New York to Dallas (In Death #33)(19)



He waited a beat. “I want everything you’ve got, and now, including your preliminary reports and findings on your internal investigation. Thirty seconds,” Whitney repeated when Greenleaf looked at Spring for guidance. “Don’t test me again.”

Spring opened her briefcase. “Permission to speak,” she said, in bitter tones.

“No. Put the files on my desk, then get out. Both of you. If all the data required and requested is not within those files, Greenleaf, you’re going to need a lawyer, as is your superior. Feel free to pass that information along to him.”

Spring laid a disc bag on Whitney’s desk, then shook her head when Greenleaf started to speak again. She turned on her fancy heels, strode out with her client scurrying after her.

For a moment, there was absolute silence.

Throughout the ass-kicking, Laurence sat, silent and still. His face put Eve in mind of some African chieftain. Handsomely carved, fiercely stoic.

Now, a grin spread over those sculpted planes and angles. “It’s inappropriate,” he said, “but I really want to applaud. One question, Commander, would you have done it? Gone public?”

“Lieutenant Dallas?” Whitney glanced at her. “Would I?”

“You gave them more time than you wanted, than was necessary. They showed no genuine concern for endangering the public, or even for the murder of an employee in their facility. They decided they’d run the show—and illustrate it by being deliberately late to this meeting, and continuing to stall on the results of their internal. Had it been necessary, you would have gone to the media and roasted them. As it is, I believe you’ll use whatever influence and contacts you have to see that Greenleaf, his lawyer, and his superior have their contracts canceled.

“In my opinion, Commander.”

“Lieutenant Dallas has just given you a brief demonstration of why she’s one of the most valuable assets of the NYPSD. She observes, deduces, and reports with accuracy.”

Eve took her copies of the data files to her office with a quick signal for Peabody to follow when she swung through the bullpen.

“How’d it go?” Peabody asked. “It took longer than I figured, so I was starting to get jumpy.”

“The prison people kept us waiting, kept trying to stall. Whitney sliced and diced them like one of those Samurai chefs. It was beautiful. I think we got lucky with the feds. I’m not reading complete ass**le, though I believe they’re pursuing the wrong angles. And Tusso from FA’s got teams in place at McQueen’s known hunting grounds. Now sit down.”

“Uh-oh.”

“I have names, connections, and a plan of action already. I’m not going to tell you how I got the data.”

“Okay.”

“Officially, I gathered the data by standard means, maybe brushing the line a little. I’ve already passed what I could with those parameters to the other investigators. The feds will be talking to one of the guards. He’s dirty. We’ll take a lay addiction counselor. He’s involved. I know this because I was able to generate a list of probable partners, and he’s connected to several females who visited McQueen in prison. Four of them made my short list. One’s in New York. We’ll talk to her.”

Peabody puffed out her cheeks. “The meet may have taken longer than I thought, but we’re a lot further along than I figured.”

“Not far enough. He’s had almost two days. The guard’s a tossaway. Gambling addict, and though I wasn’t able to pass it on, the feds will shortly find out he’s got a not-very-well-hidden account where he’s been making regular deposits of two large a month, for years. McQueen knew we’d track that, pull the guard in. He won’t know anything much.”

“Which is why you gave him to the feds.”

“He has to be interviewed, sweated some. He may have more than I think. But it’s Stipple who rings for me. He won’t know McQueen’s plans, not the fine details anyway, but he may know or have a good guess as to who he’s hooked up with. The woman’s on the way, so we’ll take her first. I need you to run and analyze all the data the prison just handed over en route. Searches and anal fully on record now. Let’s go.”

“How are we handling the coordination with the other teams?”

“We work independently,” Eve told her as they headed out, jumped on a glide. “Share all results, hold a daily briefing. So far nobody’s playing games. But . . . you should do a standard on the feds,” she said, and gave Peabody the names. “Just to get a full sense of them.”

“How many men are you putting on the team?”

“I want to talk to these two possibles first, then I’ll get down to that.” In the garage she got behind the wheel of her vehicle. “I’ve gone around and around on it. I had some time and space to settle last night, think it through. The probability runs, given the current data, say McQueen’s in New York. He’ll hunt here, work to engage me. He wants me to be part of the investigation.”

“That makes the most sense.”

“I don’t think so, because staying in New York is stupid, and he’s not. He broke pattern, yeah, which means he’s likely to break it again. But I’ve had twelve years to make New York my ground. He wants to take me on, and yeah, that plays. But why would he do it on my home ground? He could go anywhere.”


Assignment: Go through the entries and copy every line that has the string "evaporation" in it.

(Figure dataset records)
═══

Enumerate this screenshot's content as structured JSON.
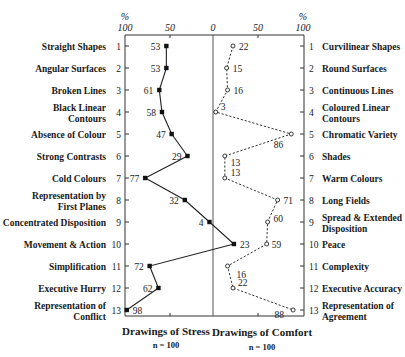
{
  "chart_data": {
    "type": "line",
    "title": "",
    "axis_top": {
      "left_unit": "%",
      "right_unit": "%",
      "ticks": [
        "100",
        "50",
        "0",
        "50",
        "100"
      ]
    },
    "row_numbers": [
      "1",
      "2",
      "3",
      "4",
      "5",
      "6",
      "7",
      "8",
      "9",
      "10",
      "11",
      "12",
      "13"
    ],
    "left_categories": [
      "Straight Shapes",
      "Angular Surfaces",
      "Broken Lines",
      "Black Linear Contours",
      "Absence of Colour",
      "Strong Contrasts",
      "Cold Colours",
      "Representation by First Planes",
      "Concentrated Disposition",
      "Movement & Action",
      "Simplification",
      "Executive Hurry",
      "Representation of Conflict"
    ],
    "right_categories": [
      "Curvilinear Shapes",
      "Round Surfaces",
      "Continuous Lines",
      "Coloured Linear Contours",
      "Chromatic Variety",
      "Shades",
      "Warm Colours",
      "Long Fields",
      "Spread & Extended Disposition",
      "Peace",
      "Complexity",
      "Executive Accuracy",
      "Representation of Agreement"
    ],
    "series": [
      {
        "name": "Drawings of Stress",
        "n": "n = 100",
        "style": "solid line, filled square markers",
        "side": "left",
        "values": [
          53,
          53,
          61,
          58,
          47,
          29,
          77,
          32,
          4,
          23,
          72,
          62,
          98
        ],
        "value_labels": [
          "53",
          "53",
          "61",
          "58",
          "47",
          "29",
          "77",
          "32",
          "4",
          "23",
          "72",
          "62",
          "98"
        ],
        "plotted_on_right_side": [
          10
        ]
      },
      {
        "name": "Drawings of Comfort",
        "n": "n = 100",
        "style": "dashed line, open circle markers",
        "side": "right",
        "values": [
          22,
          15,
          16,
          3,
          86,
          13,
          13,
          71,
          60,
          59,
          16,
          22,
          88
        ],
        "value_labels": [
          "22",
          "15",
          "16",
          "3",
          "86",
          "13",
          "13",
          "71",
          "60",
          "59",
          "16",
          "22",
          "88"
        ]
      }
    ],
    "xlim_left": [
      100,
      0
    ],
    "xlim_right": [
      0,
      100
    ],
    "grid": false,
    "legend": "series names below plot"
  },
  "footer": {
    "stress_title": "Drawings of Stress",
    "stress_n": "n = 100",
    "comfort_title": "Drawings of Comfort",
    "comfort_n": "n = 100"
  }
}
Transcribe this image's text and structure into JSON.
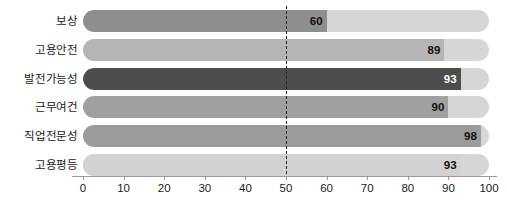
{
  "chart_data": {
    "type": "bar",
    "orientation": "horizontal",
    "title": "",
    "xlabel": "",
    "ylabel": "",
    "xlim": [
      0,
      100
    ],
    "xticks": [
      0,
      10,
      20,
      30,
      40,
      50,
      60,
      70,
      80,
      90,
      100
    ],
    "xtick_labels": [
      "0",
      "10",
      "20",
      "30",
      "40",
      "50",
      "60",
      "70",
      "80",
      "90",
      "100"
    ],
    "grid": false,
    "legend": null,
    "categories": [
      "보상",
      "고용안전",
      "발전가능성",
      "근무여건",
      "직업전문성",
      "고용평등"
    ],
    "values": [
      60,
      89,
      93,
      90,
      98,
      93
    ],
    "bar_colors": [
      "#8e8e8e",
      "#b5b5b5",
      "#4d4d4d",
      "#a0a0a0",
      "#9b9b9b",
      "#d2d2d2"
    ],
    "track_color": "#d6d6d6",
    "reference_line": {
      "value": 50,
      "style": "dashed",
      "color": "#222222"
    },
    "bars": [
      {
        "label": "보상",
        "value": 60,
        "value_text": "60",
        "color": "#8e8e8e"
      },
      {
        "label": "고용안전",
        "value": 89,
        "value_text": "89",
        "color": "#b5b5b5"
      },
      {
        "label": "발전가능성",
        "value": 93,
        "value_text": "93",
        "color": "#4d4d4d"
      },
      {
        "label": "근무여건",
        "value": 90,
        "value_text": "90",
        "color": "#a0a0a0"
      },
      {
        "label": "직업전문성",
        "value": 98,
        "value_text": "98",
        "color": "#9b9b9b"
      },
      {
        "label": "고용평등",
        "value": 93,
        "value_text": "93",
        "color": "#d2d2d2"
      }
    ]
  }
}
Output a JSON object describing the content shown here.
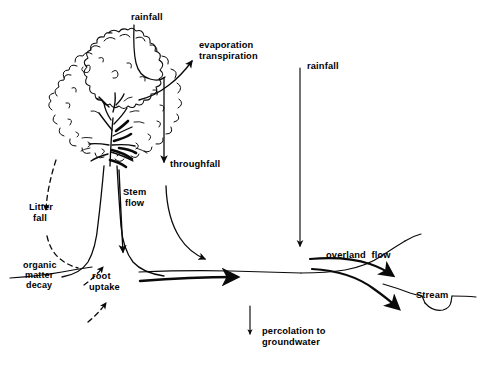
{
  "diagram": {
    "style": {
      "ink": "#0a0a0a",
      "background": "#ffffff"
    },
    "labels": [
      {
        "name": "rainfall-canopy",
        "text": "rainfall",
        "x": 131,
        "y": 12
      },
      {
        "name": "evaporation",
        "text": "evaporation",
        "x": 199,
        "y": 41
      },
      {
        "name": "transpiration",
        "text": "transpiration",
        "x": 199,
        "y": 52
      },
      {
        "name": "rainfall-open",
        "text": "rainfall",
        "x": 307,
        "y": 62
      },
      {
        "name": "throughfall",
        "text": "throughfall",
        "x": 170,
        "y": 160
      },
      {
        "name": "stem-flow-1",
        "text": "Stem",
        "x": 123,
        "y": 188
      },
      {
        "name": "stem-flow-2",
        "text": "flow",
        "x": 125,
        "y": 199
      },
      {
        "name": "litter-fall-1",
        "text": "Litter",
        "x": 29,
        "y": 203
      },
      {
        "name": "litter-fall-2",
        "text": "fall",
        "x": 33,
        "y": 214
      },
      {
        "name": "organic-matter-1",
        "text": "organic",
        "x": 23,
        "y": 261
      },
      {
        "name": "organic-matter-2",
        "text": "matter",
        "x": 25,
        "y": 271
      },
      {
        "name": "organic-matter-3",
        "text": "decay",
        "x": 26,
        "y": 281
      },
      {
        "name": "root-uptake-1",
        "text": "root",
        "x": 92,
        "y": 272
      },
      {
        "name": "root-uptake-2",
        "text": "uptake",
        "x": 89,
        "y": 283
      },
      {
        "name": "overland-flow",
        "text": "overland  flow",
        "x": 326,
        "y": 251
      },
      {
        "name": "stream",
        "text": "Stream",
        "x": 416,
        "y": 291
      },
      {
        "name": "percolation-1",
        "text": "percolation to",
        "x": 262,
        "y": 327
      },
      {
        "name": "percolation-2",
        "text": "groundwater",
        "x": 262,
        "y": 338
      }
    ],
    "flows": [
      {
        "name": "rainfall-canopy-flow",
        "label": "rainfall",
        "kind": "solid-arrow",
        "direction": "down"
      },
      {
        "name": "evapotranspiration-flow",
        "label": "evaporation transpiration",
        "kind": "solid-arrow",
        "direction": "up-right"
      },
      {
        "name": "rainfall-open-flow",
        "label": "rainfall",
        "kind": "solid-arrow",
        "direction": "down"
      },
      {
        "name": "throughfall-flow",
        "label": "throughfall",
        "kind": "solid-arrow",
        "direction": "down"
      },
      {
        "name": "stem-flow-flow",
        "label": "Stem flow",
        "kind": "solid-arrow",
        "direction": "down"
      },
      {
        "name": "litter-fall-flow",
        "label": "Litter fall",
        "kind": "dashed-arrow",
        "direction": "down"
      },
      {
        "name": "root-uptake-flow",
        "label": "root uptake",
        "kind": "dashed-arrow",
        "direction": "up"
      },
      {
        "name": "subsurface-flow",
        "label": "",
        "kind": "solid-arrow",
        "direction": "right"
      },
      {
        "name": "overland-flow-flow",
        "label": "overland flow",
        "kind": "solid-arrow",
        "direction": "down-right"
      },
      {
        "name": "percolation-flow",
        "label": "percolation to groundwater",
        "kind": "solid-arrow",
        "direction": "down"
      }
    ],
    "features": [
      {
        "name": "tree",
        "kind": "tree-sketch"
      },
      {
        "name": "ground-line",
        "kind": "terrain-profile"
      },
      {
        "name": "stream-channel",
        "kind": "channel-notch"
      }
    ]
  }
}
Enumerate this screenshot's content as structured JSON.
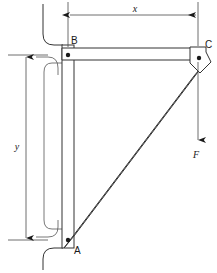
{
  "diagram": {
    "kind": "engineering-free-body-diagram",
    "background_color": "#ffffff",
    "line_color": "#333333",
    "text_color": "#1a1a1a"
  },
  "joints": [
    {
      "id": "A",
      "label": "A",
      "role": "lower wall pin support",
      "x": 68,
      "y": 240
    },
    {
      "id": "B",
      "label": "B",
      "role": "upper wall pin support",
      "x": 68,
      "y": 55
    },
    {
      "id": "C",
      "label": "C",
      "role": "outer load joint",
      "x": 198,
      "y": 57
    }
  ],
  "dimensions": [
    {
      "id": "x",
      "label": "x",
      "orientation": "horizontal",
      "measures": "horizontal distance from B to C",
      "from_joint": "B",
      "to_joint": "C",
      "line_y": 15,
      "start_x": 68,
      "end_x": 198,
      "label_x": 135,
      "label_y": 12,
      "arrows": "both"
    },
    {
      "id": "y",
      "label": "y",
      "orientation": "vertical",
      "measures": "vertical distance from B to A",
      "from_joint": "B",
      "to_joint": "A",
      "line_x": 26,
      "start_y": 55,
      "end_y": 240,
      "label_x": 17,
      "label_y": 146,
      "arrows": "both"
    }
  ],
  "force": {
    "id": "F",
    "label": "F",
    "direction": "downward",
    "applied_at_joint": "C",
    "tail_x": 198,
    "tail_y": 62,
    "head_y": 141,
    "label_x": 196,
    "label_y": 155
  },
  "members": [
    {
      "id": "vertical-post",
      "from": "B",
      "to": "A",
      "description": "vertical wall post carrying both pins"
    },
    {
      "id": "horizontal-arm",
      "from": "B",
      "to": "C",
      "description": "horizontal top arm"
    },
    {
      "id": "diagonal-strut",
      "from": "A",
      "to": "C",
      "description": "inclined diagonal strut"
    }
  ],
  "wall": {
    "id": "wall-profile",
    "description": "sectioned wall face with rounded break lines at top and bottom"
  }
}
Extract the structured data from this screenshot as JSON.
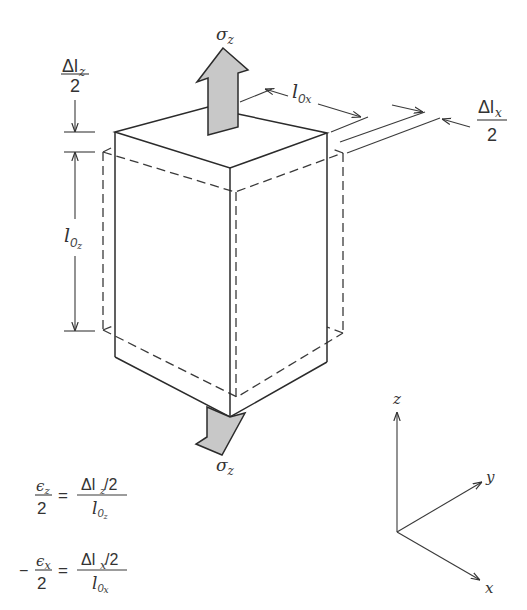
{
  "figure": {
    "colors": {
      "line": "#2b2b2b",
      "arrow_fill": "#c8c8c8",
      "background": "#ffffff"
    },
    "labels": {
      "sigma_top": {
        "base": "σ",
        "sub": "z"
      },
      "sigma_bottom": {
        "base": "σ",
        "sub": "z"
      },
      "delta_lz_half": {
        "num_base": "Δl",
        "num_sub": "z",
        "den": "2"
      },
      "l0z": {
        "base": "l",
        "sub0": "0",
        "sub1": "z"
      },
      "l0x": {
        "base": "l",
        "sub0": "0",
        "sub1": "x"
      },
      "delta_lx_half": {
        "num_base": "Δl",
        "num_sub": "x",
        "den": "2"
      }
    },
    "axes": {
      "z": "z",
      "y": "y",
      "x": "x"
    },
    "equations": [
      {
        "prefix": "",
        "lhs_num_base": "ϵ",
        "lhs_num_sub": "z",
        "lhs_den": "2",
        "equals": "=",
        "rhs_num_base": "Δl",
        "rhs_num_sub": "z",
        "rhs_num_tail": "/2",
        "rhs_den_base": "l",
        "rhs_den_sub0": "0",
        "rhs_den_sub1": "z"
      },
      {
        "prefix": "−",
        "lhs_num_base": "ϵ",
        "lhs_num_sub": "x",
        "lhs_den": "2",
        "equals": "=",
        "rhs_num_base": "Δl",
        "rhs_num_sub": "x",
        "rhs_num_tail": "/2",
        "rhs_den_base": "l",
        "rhs_den_sub0": "0",
        "rhs_den_sub1": "x"
      }
    ]
  }
}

═══

Exercise result:
        "name": "evaporation",
        "text": "evaporation",
        "label": "evaporation transpiration",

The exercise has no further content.